And in a lisp you'd be able to mix Haskell and Prolog together, with dozens of other languages as well, seamlessly and efficiently (unlike the non-destructive Prologs people tend to embed in Haskell).

Or Lisp and Haskell :)

Yes, Lisp is to me language so perfectly suited to build compilers and parsers, particularly when compared with almost any other language.

Well, Lisp is the language family where you get to choose the level of abstraction you need.

Lisp is an imperative language, yet has the same simplicity of code reuse.

actually I consider Lisp a plus. I was asking about the algorithms mostly

I love that both are feasible options. I’m still not sure which side of the Lisp-1 vs. Lisp-2 debate I’m on, but the fact that there are such great languages on both sides of the fence is wonderful. Also, Scheme communities are more focused; this property proved extremely important to me when I was writing a CHICKEN Scheme web app.

I agree. As sklogic showed, you can actually get the remaining attributes of LISP by building a Haskell or whatever on top of it. Doesn't have to be Common LISP or even a full LISP. Just the syntax, macros, eval, and basic compiler. One can do the rest in the other language as a DSL.

And then another language as a DSL. And another. :)


Like Lisp it's multi-paradigm

I really wish I started with lisp, the unity of the whole language teaches you that you’re not just telling a computer what to do, you’re making abstractions on top of the base language.

Lisp is cute I love the syntax, the REPL-driven development to which not many languages can come close (Smalltalk I think has something similar?)

To be fair lisps are multi-paradigm languages, especially Common Lisp.

Ah, yes I see that. C++ and even C.

I think Lisp - aside from not being as low level - also is fantastic for easily creating different coding paradigms, with the advantage that code is naturally directly manipulatable.
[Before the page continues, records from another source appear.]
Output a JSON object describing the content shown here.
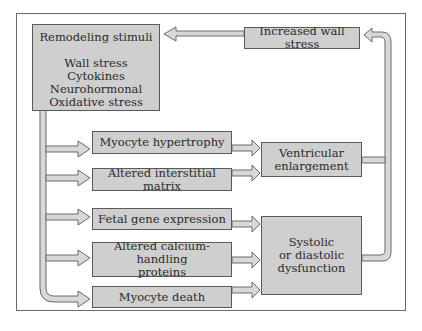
{
  "diagram": {
    "colors": {
      "box_fill": "#cfcfcf",
      "box_border": "#5a5a5a",
      "arrow_fill": "#d8d8d8",
      "arrow_stroke": "#6a6a6a",
      "frame": "#6a6a6a"
    },
    "nodes": {
      "remodeling_stimuli": {
        "heading": "Remodeling stimuli",
        "items": [
          "Wall stress",
          "Cytokines",
          "Neurohormonal",
          "Oxidative stress"
        ]
      },
      "increased_wall_stress": {
        "label": "Increased wall stress"
      },
      "myocyte_hypertrophy": {
        "label": "Myocyte hypertrophy"
      },
      "altered_interstitial_matrix": {
        "label": "Altered interstitial matrix"
      },
      "fetal_gene_expression": {
        "label": "Fetal gene expression"
      },
      "altered_calcium_handling": {
        "line1": "Altered calcium-handling",
        "line2": "proteins"
      },
      "myocyte_death": {
        "label": "Myocyte death"
      },
      "ventricular_enlargement": {
        "line1": "Ventricular",
        "line2": "enlargement"
      },
      "systolic_diastolic_dysfunction": {
        "line1": "Systolic",
        "line2": "or diastolic",
        "line3": "dysfunction"
      }
    },
    "edges": [
      {
        "from": "remodeling_stimuli",
        "to": "myocyte_hypertrophy"
      },
      {
        "from": "remodeling_stimuli",
        "to": "altered_interstitial_matrix"
      },
      {
        "from": "remodeling_stimuli",
        "to": "fetal_gene_expression"
      },
      {
        "from": "remodeling_stimuli",
        "to": "altered_calcium_handling"
      },
      {
        "from": "remodeling_stimuli",
        "to": "myocyte_death"
      },
      {
        "from": "myocyte_hypertrophy",
        "to": "ventricular_enlargement"
      },
      {
        "from": "altered_interstitial_matrix",
        "to": "ventricular_enlargement"
      },
      {
        "from": "fetal_gene_expression",
        "to": "systolic_diastolic_dysfunction"
      },
      {
        "from": "altered_calcium_handling",
        "to": "systolic_diastolic_dysfunction"
      },
      {
        "from": "myocyte_death",
        "to": "systolic_diastolic_dysfunction"
      },
      {
        "from": "ventricular_enlargement",
        "to": "increased_wall_stress"
      },
      {
        "from": "systolic_diastolic_dysfunction",
        "to": "increased_wall_stress"
      },
      {
        "from": "increased_wall_stress",
        "to": "remodeling_stimuli"
      }
    ]
  }
}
But C or C++ can easily recreate Lisp type computation as well.


It can be integrated into LISP or transformed into forms of Turing complete languages. It doesn't have to be powerful to be used powerfully. :)

Part of my recurring them that you can have both worlds.


so I started learning common lisp lately. It's insane how one can combine very high level language, with down-to-metal compilation. I think that's the only language allowing it? Absolutely impressive. Feels like writing python but compiling to native

Lisp is the best language for generating HTML, XML, writing compilers, or parsers.

PS: Lisp is more a family of languages that share features than it is a specific language.


I find Lisp more than any other programming language suited to be the host language for a DSL. It is also easy to represent hierarchical and flat data formats with it.

The ability to freely mix programming paradigms and to bend the language towards the problem instead of the other way around. It's the thing that Common Lisp is kind of famous for.

Depending on the programming sub-sub-task that I'm working on right now, I can have simple state machines written with explicit GOTOs, algorithms working on immutable state and written in functional style, minor operations in these algorithms implemented with a functional shell but imperative core, the ability to do declarative programming and define my own syntax for the declarations while I'm at it, and the ability to always branch off to a task-specialized DSL whenever it brings direct benefits to the table.